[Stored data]

---*---

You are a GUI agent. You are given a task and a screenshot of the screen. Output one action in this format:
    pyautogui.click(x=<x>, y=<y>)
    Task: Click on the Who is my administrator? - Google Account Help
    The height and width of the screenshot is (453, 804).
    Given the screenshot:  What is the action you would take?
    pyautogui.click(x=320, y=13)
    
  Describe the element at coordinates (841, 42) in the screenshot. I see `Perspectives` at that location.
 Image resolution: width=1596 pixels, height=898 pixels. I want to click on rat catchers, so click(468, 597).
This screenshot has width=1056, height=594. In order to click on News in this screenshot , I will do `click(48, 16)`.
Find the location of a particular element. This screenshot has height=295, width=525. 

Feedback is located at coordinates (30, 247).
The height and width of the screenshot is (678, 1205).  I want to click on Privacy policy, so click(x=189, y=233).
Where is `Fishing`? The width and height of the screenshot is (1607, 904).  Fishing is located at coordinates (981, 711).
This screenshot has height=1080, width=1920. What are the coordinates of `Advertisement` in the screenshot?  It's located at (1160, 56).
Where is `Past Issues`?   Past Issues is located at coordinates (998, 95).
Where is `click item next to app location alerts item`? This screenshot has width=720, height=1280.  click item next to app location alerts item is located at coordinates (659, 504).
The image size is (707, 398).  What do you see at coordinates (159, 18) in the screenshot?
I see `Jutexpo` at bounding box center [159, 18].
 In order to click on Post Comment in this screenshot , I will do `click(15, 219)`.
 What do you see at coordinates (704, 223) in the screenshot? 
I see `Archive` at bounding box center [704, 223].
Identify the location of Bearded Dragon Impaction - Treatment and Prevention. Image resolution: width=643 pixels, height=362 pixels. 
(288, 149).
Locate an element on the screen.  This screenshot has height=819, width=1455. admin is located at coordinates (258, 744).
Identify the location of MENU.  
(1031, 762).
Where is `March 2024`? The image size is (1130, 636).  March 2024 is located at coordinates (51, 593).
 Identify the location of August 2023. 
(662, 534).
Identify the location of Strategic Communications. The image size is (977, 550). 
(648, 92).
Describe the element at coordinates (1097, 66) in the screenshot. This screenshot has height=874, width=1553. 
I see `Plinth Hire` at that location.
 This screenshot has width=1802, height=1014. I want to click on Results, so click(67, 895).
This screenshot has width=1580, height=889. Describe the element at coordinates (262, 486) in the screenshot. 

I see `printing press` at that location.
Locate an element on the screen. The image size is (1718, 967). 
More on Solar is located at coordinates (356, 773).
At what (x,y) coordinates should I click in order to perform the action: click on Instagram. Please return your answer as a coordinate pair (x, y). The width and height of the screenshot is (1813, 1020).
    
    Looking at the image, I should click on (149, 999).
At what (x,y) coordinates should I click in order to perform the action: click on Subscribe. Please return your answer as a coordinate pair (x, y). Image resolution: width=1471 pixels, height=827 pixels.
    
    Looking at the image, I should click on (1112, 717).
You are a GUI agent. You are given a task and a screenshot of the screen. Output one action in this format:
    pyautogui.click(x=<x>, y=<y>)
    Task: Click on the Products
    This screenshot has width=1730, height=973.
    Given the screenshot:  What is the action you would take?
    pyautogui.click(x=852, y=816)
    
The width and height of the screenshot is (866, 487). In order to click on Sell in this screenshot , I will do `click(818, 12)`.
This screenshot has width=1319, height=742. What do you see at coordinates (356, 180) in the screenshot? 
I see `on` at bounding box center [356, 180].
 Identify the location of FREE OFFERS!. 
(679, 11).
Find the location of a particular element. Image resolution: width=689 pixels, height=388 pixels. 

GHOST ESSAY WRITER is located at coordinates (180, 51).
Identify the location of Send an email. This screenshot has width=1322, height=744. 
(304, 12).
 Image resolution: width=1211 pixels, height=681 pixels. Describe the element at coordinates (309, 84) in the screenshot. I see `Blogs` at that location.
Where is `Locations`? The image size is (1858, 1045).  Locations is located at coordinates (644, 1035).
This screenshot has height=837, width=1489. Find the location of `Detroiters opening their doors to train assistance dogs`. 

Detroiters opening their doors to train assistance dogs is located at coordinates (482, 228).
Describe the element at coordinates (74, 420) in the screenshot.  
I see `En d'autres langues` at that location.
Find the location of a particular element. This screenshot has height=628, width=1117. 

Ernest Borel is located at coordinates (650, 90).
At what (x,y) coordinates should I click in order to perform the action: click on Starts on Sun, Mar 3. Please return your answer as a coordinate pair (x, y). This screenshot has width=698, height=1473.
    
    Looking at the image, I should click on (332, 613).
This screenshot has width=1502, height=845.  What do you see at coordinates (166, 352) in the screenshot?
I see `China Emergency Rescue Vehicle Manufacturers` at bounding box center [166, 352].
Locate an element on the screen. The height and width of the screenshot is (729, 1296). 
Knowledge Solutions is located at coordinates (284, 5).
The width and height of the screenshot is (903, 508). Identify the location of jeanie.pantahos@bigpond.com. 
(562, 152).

---*---

◆ What to work on ◆
Note every line above where the string "will" shows up, and copy those lines.

◆ Problem solution ◆
This screenshot has width=1056, height=594. In order to click on News in this screenshot , I will do `click(48, 16)`.
 In order to click on Post Comment in this screenshot , I will do `click(15, 219)`.
The width and height of the screenshot is (866, 487). In order to click on Sell in this screenshot , I will do `click(818, 12)`.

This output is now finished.